• _Exercise details_: What are the lines below, starting at the line containing "What do you see at coordinates (339, 29)" and ending at the line containing "pyautogui.click(x=<x>, y=<y>)"? Write them out exactly, ends included, without pictures.

--- Available data Enclosed Below ---

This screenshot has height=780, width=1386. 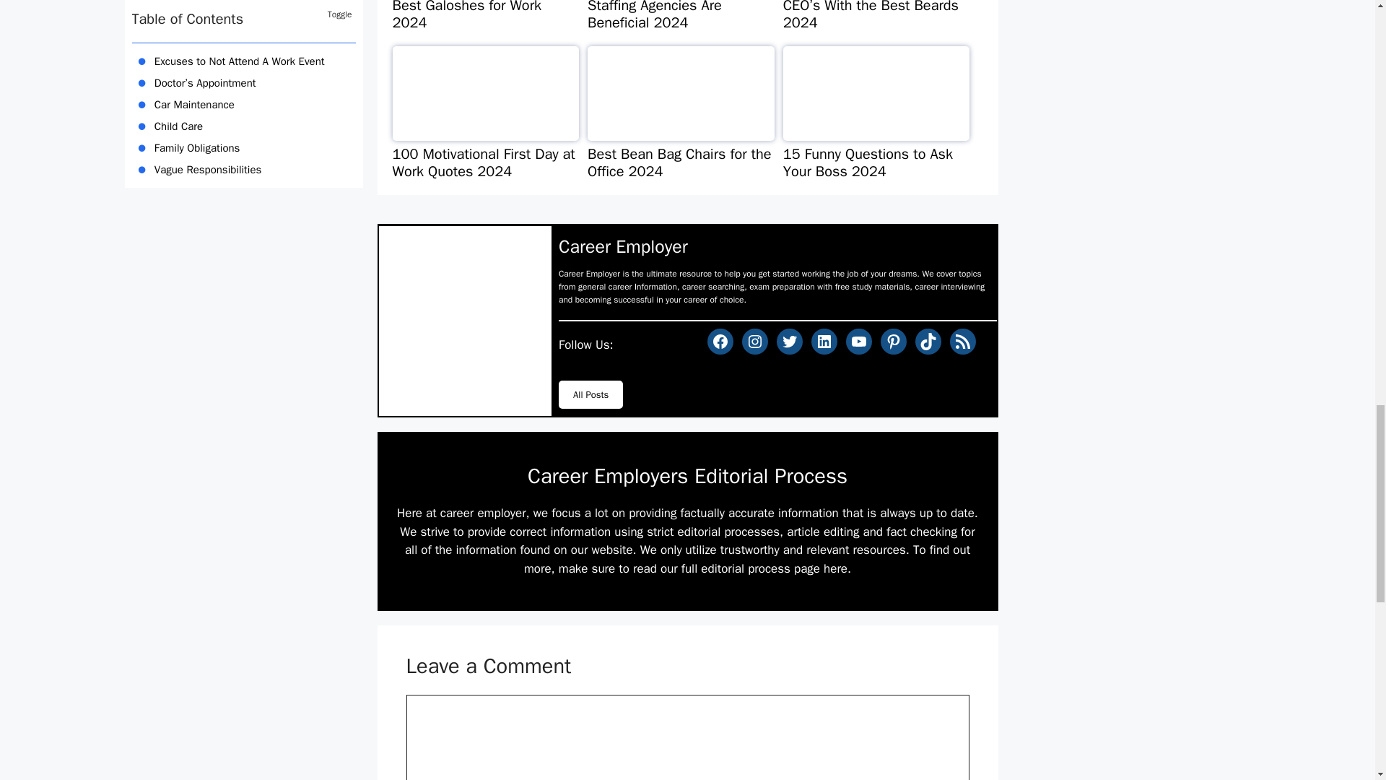 What do you see at coordinates (681, 121) in the screenshot?
I see `Best Bean Bag Chairs for the Office 2024` at bounding box center [681, 121].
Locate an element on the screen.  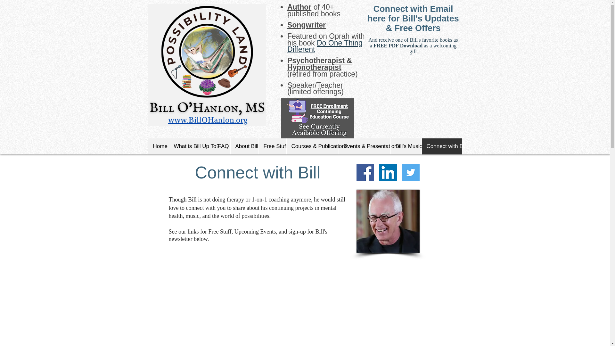
FAQ is located at coordinates (221, 146).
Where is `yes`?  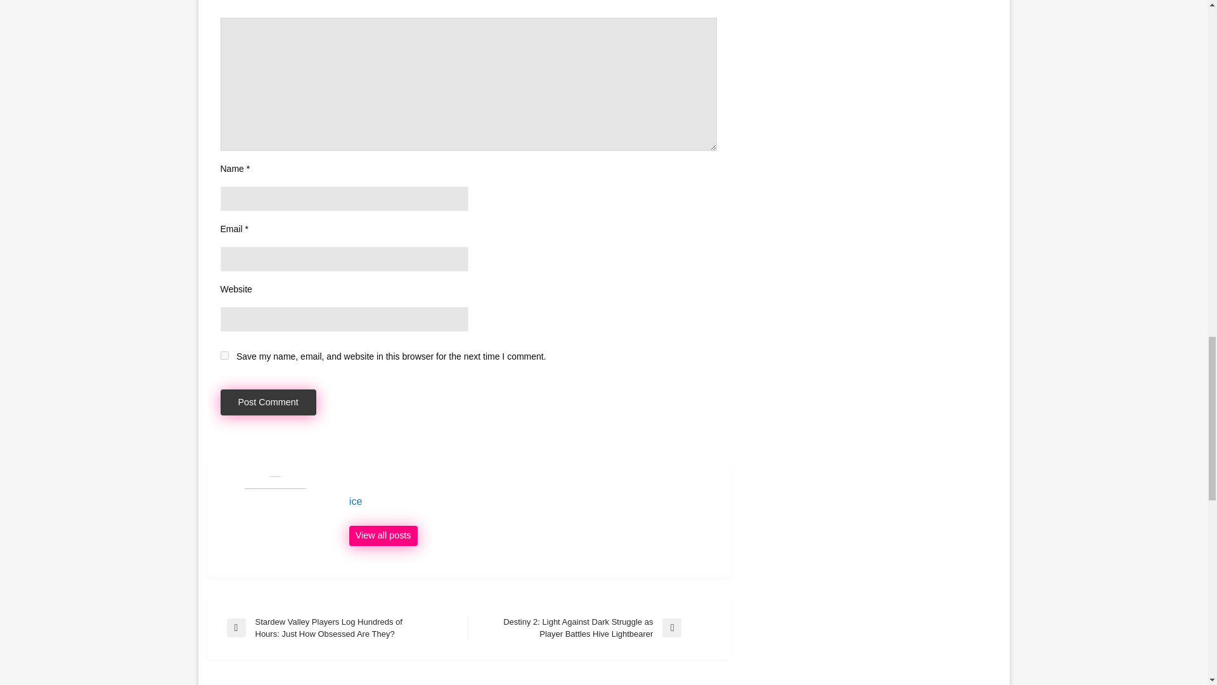
yes is located at coordinates (224, 355).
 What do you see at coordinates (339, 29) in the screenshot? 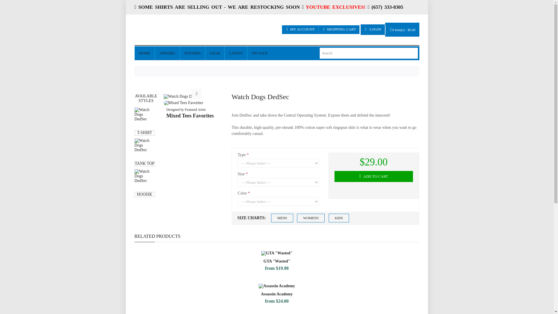
I see `SHOPPING CART` at bounding box center [339, 29].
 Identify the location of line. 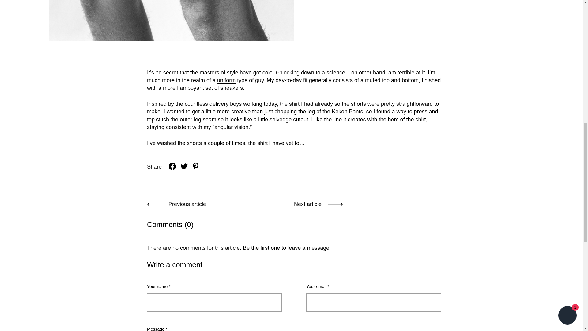
(337, 119).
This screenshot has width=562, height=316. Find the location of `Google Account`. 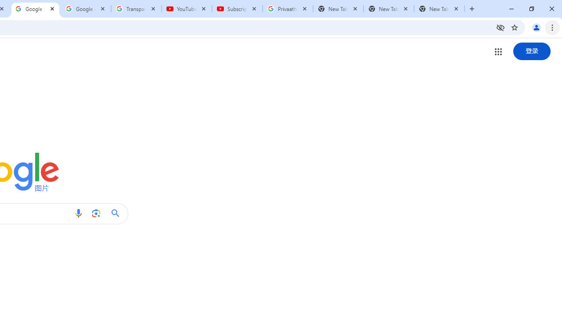

Google Account is located at coordinates (86, 9).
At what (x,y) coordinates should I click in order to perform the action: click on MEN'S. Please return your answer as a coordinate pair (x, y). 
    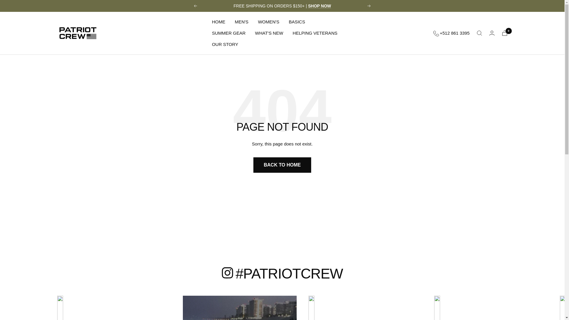
    Looking at the image, I should click on (241, 22).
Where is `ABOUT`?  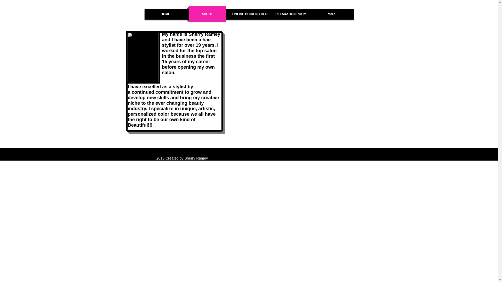
ABOUT is located at coordinates (207, 14).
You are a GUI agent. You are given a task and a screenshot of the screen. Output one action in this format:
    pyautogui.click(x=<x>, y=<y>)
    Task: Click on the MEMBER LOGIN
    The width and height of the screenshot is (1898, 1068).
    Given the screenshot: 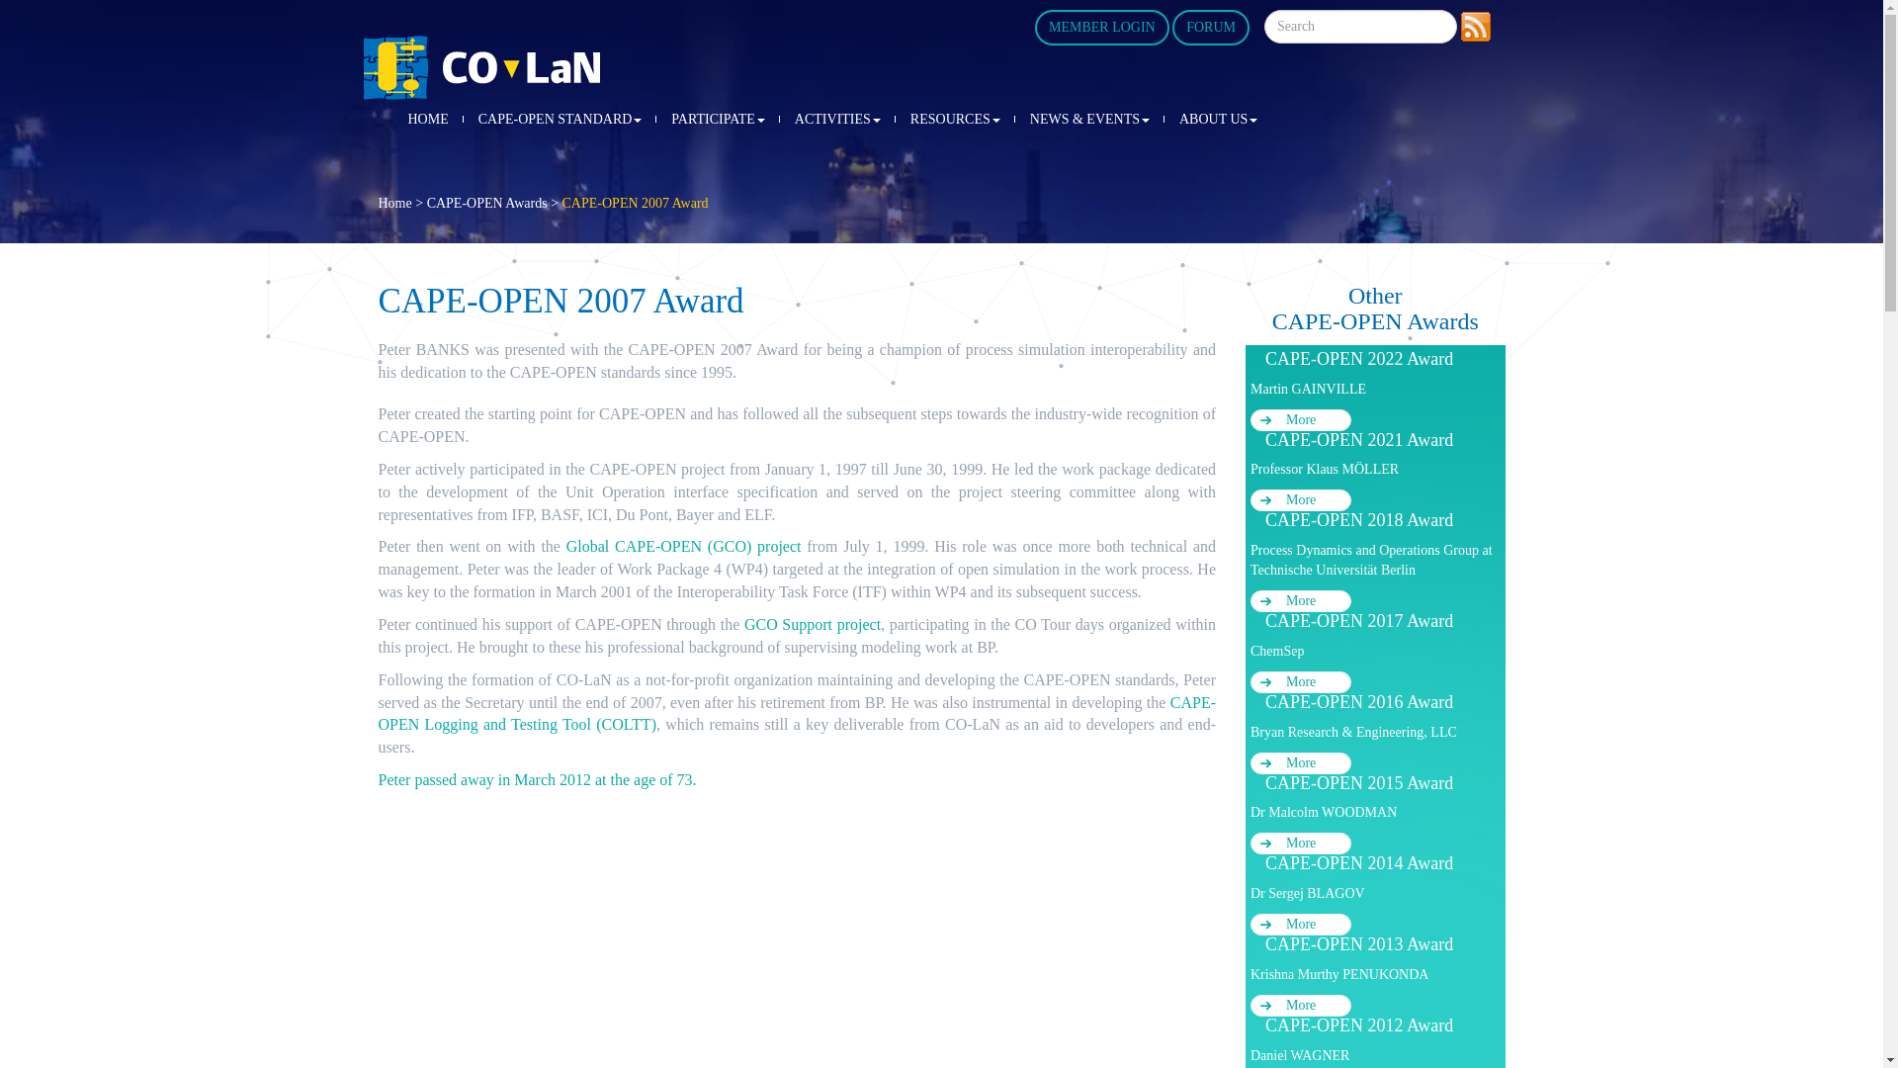 What is the action you would take?
    pyautogui.click(x=1101, y=28)
    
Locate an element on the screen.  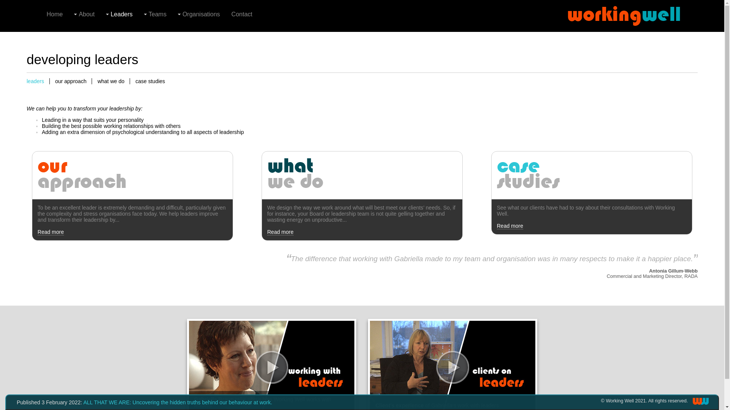
Teams is located at coordinates (155, 14).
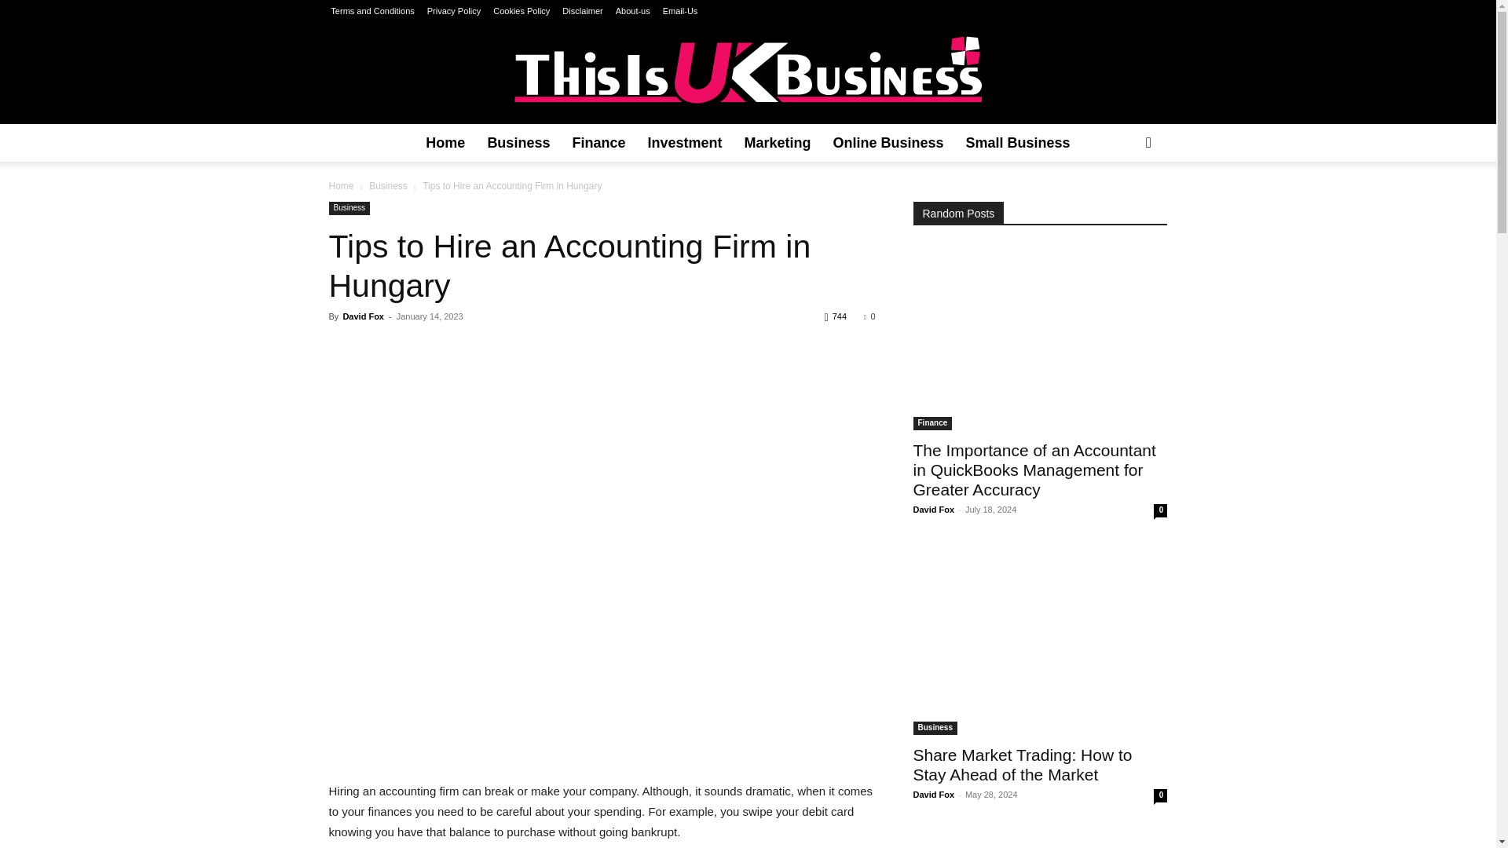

--- End of Enclosed Available data ---

• _Answer for the task_:
 What do you see at coordinates (339, 29) in the screenshot? 
I see `SHOPPING CART` at bounding box center [339, 29].
 Identify the location of line. 
(337, 119).
This screenshot has width=562, height=316. Find the location of `Google Account`. 

Google Account is located at coordinates (86, 9).
At what (x,y) coordinates should I click in order to perform the action: click on MEN'S. Please return your answer as a coordinate pair (x, y). 
    Looking at the image, I should click on (241, 22).
Where is `ABOUT`?  
ABOUT is located at coordinates (207, 14).
You are a GUI agent. You are given a task and a screenshot of the screen. Output one action in this format:
    pyautogui.click(x=<x>, y=<y>)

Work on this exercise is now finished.